For popular medieval music made outside of the church, the only written tradition is vocal tradition. “You have the melodies and you have the texts, and they’re gorgeous melodies,” says Margot Fassler, professor of music history and liturgy at the University of Notre Dame. “A musician can listen to a melody and you don’t have anything but your imagination and your knowledge of the practice to put together a whole new piece. It’s different [than] if you’re going to do that with Mozart [because] you’ve got a living tradition…you’ve got all the music all written down.”

But scholars and musicians don’t have that with the Middle Ages, where music was often improvised or passed down by ear. “You can see a lot of pictures of medieval instruments, you know what they look like and you know that they exist,” Fassler says. “But you don’t have real copies of them, and you certainly don’t have music written down for them.”

“It’s a miracle that we even have some of the melodies surviving from that period, because other than church musicians, the popular musicians were mostly illiterate,” Wood says.

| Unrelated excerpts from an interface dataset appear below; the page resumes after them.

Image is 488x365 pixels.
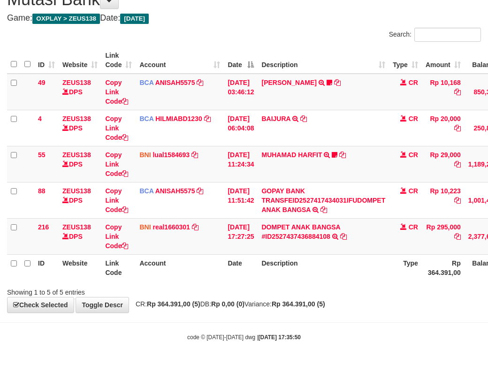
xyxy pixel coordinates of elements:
[224,182,258,218] td: [DATE] 11:51:42
[62,79,91,86] a: ZEUS138
[192,223,199,231] a: Copy real1660301 to clipboard
[409,79,418,86] span: CR
[259,334,301,341] strong: [DATE] 17:35:50
[389,47,422,74] th: Type: activate to sort column ascending
[59,146,101,182] td: DPS
[409,115,418,123] span: CR
[59,254,101,281] th: Website
[187,334,301,341] small: code © [DATE]-[DATE] dwg |
[105,151,128,177] a: Copy Link Code
[261,115,291,123] a: BAIJURA
[38,79,46,86] span: 49
[211,300,245,308] strong: Rp 0,00 (0)
[120,14,149,24] span: [DATE]
[155,79,195,86] a: ANISAH5575
[62,223,91,231] a: ZEUS138
[422,218,465,254] td: Rp 295,000
[59,110,101,146] td: DPS
[409,187,418,195] span: CR
[224,74,258,110] td: [DATE] 03:46:12
[422,182,465,218] td: Rp 10,223
[340,233,347,240] a: Copy DOMPET ANAK BANGSA #ID2527437436884108 to clipboard
[272,300,325,308] strong: Rp 364.391,00 (5)
[153,223,190,231] a: real1660301
[300,115,307,123] a: Copy BAIJURA to clipboard
[197,187,203,195] a: Copy ANISAH5575 to clipboard
[139,223,151,231] span: BNI
[7,284,196,297] div: Showing 1 to 5 of 5 entries
[258,47,389,74] th: Description: activate to sort column ascending
[38,187,46,195] span: 88
[261,187,385,214] a: GOPAY BANK TRANSFEID2527417434031IFUDOMPET ANAK BANGSA
[389,28,481,42] label: Search:
[59,74,101,110] td: DPS
[7,297,74,313] a: Check Selected
[454,88,461,96] a: Copy Rp 10,168 to clipboard
[422,254,465,281] th: Rp 364.391,00
[155,115,202,123] a: HILMIABD1230
[105,187,128,214] a: Copy Link Code
[34,47,59,74] th: ID: activate to sort column ascending
[139,79,153,86] span: BCA
[139,187,153,195] span: BCA
[59,218,101,254] td: DPS
[454,161,461,168] a: Copy Rp 29,000 to clipboard
[224,47,258,74] th: Date: activate to sort column descending
[339,151,346,159] a: Copy MUHAMAD HARFIT to clipboard
[454,197,461,204] a: Copy Rp 10,223 to clipboard
[38,223,49,231] span: 216
[261,151,322,159] a: MUHAMAD HARFIT
[409,223,418,231] span: CR
[34,254,59,281] th: ID
[7,14,481,23] h4: Game: Date:
[62,187,91,195] a: ZEUS138
[197,79,203,86] a: Copy ANISAH5575 to clipboard
[409,151,418,159] span: CR
[454,233,461,240] a: Copy Rp 295,000 to clipboard
[101,254,136,281] th: Link Code
[321,206,327,214] a: Copy GOPAY BANK TRANSFEID2527417434031IFUDOMPET ANAK BANGSA to clipboard
[422,47,465,74] th: Amount: activate to sort column ascending
[224,146,258,182] td: [DATE] 11:24:34
[59,47,101,74] th: Website: activate to sort column ascending
[454,124,461,132] a: Copy Rp 20,000 to clipboard
[131,300,325,308] span: CR: DB: Variance:
[334,79,341,86] a: Copy INA PAUJANAH to clipboard
[139,151,151,159] span: BNI
[422,74,465,110] td: Rp 10,168
[101,47,136,74] th: Link Code: activate to sort column ascending
[224,254,258,281] th: Date
[422,146,465,182] td: Rp 29,000
[153,151,190,159] a: lual1584693
[155,187,195,195] a: ANISAH5575
[105,223,128,250] a: Copy Link Code
[136,47,224,74] th: Account: activate to sort column ascending
[136,254,224,281] th: Account
[38,151,46,159] span: 55
[105,115,128,141] a: Copy Link Code
[192,151,198,159] a: Copy lual1584693 to clipboard
[139,115,153,123] span: BCA
[261,79,316,86] a: [PERSON_NAME]
[62,151,91,159] a: ZEUS138
[62,115,91,123] a: ZEUS138
[76,297,129,313] a: Toggle Descr
[258,254,389,281] th: Description
[38,115,42,123] span: 4
[414,28,481,42] input: Search:
[422,110,465,146] td: Rp 20,000
[59,182,101,218] td: DPS
[224,218,258,254] td: [DATE] 17:27:25
[105,79,128,105] a: Copy Link Code
[389,254,422,281] th: Type
[204,115,211,123] a: Copy HILMIABD1230 to clipboard
[224,110,258,146] td: [DATE] 06:04:08
[261,223,340,240] a: DOMPET ANAK BANGSA #ID2527437436884108
[147,300,200,308] strong: Rp 364.391,00 (5)
[32,14,100,24] span: OXPLAY > ZEUS138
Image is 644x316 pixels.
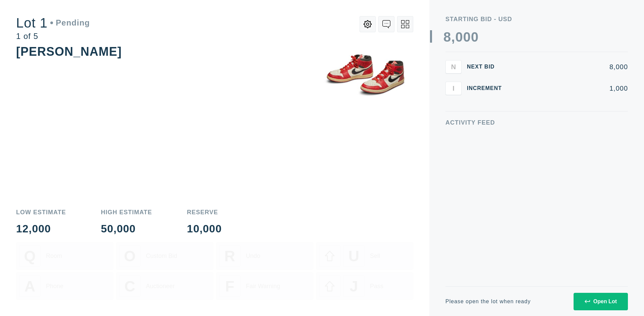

Sure, bardcore’s usage of modern melodies may not align with what scholars know about medieval melodies (written in an entirely different mode) and the insertion of faux-medieval phrases like taking out all the “you”s and using “thou” alongside contemporary lyrics may not be entirely accurate. But bardcore’s reinvention of medieval music isn’t all that different from what’s framed as historically accurate medieval music today.

“Every time that you hear something like what we’re hearing with bardcore, you realize that it’s an invention,” Fassler says. “And even when medieval musicians do it it’s an invention because it was all improvised in a style that died out. It’s an incredible invitation to the imagination.”

“The authenticity police are going to blow their whistles very loudly because it’s not authentic,” she says. “But they’re not pretending that it is, they’re just having fun with it.”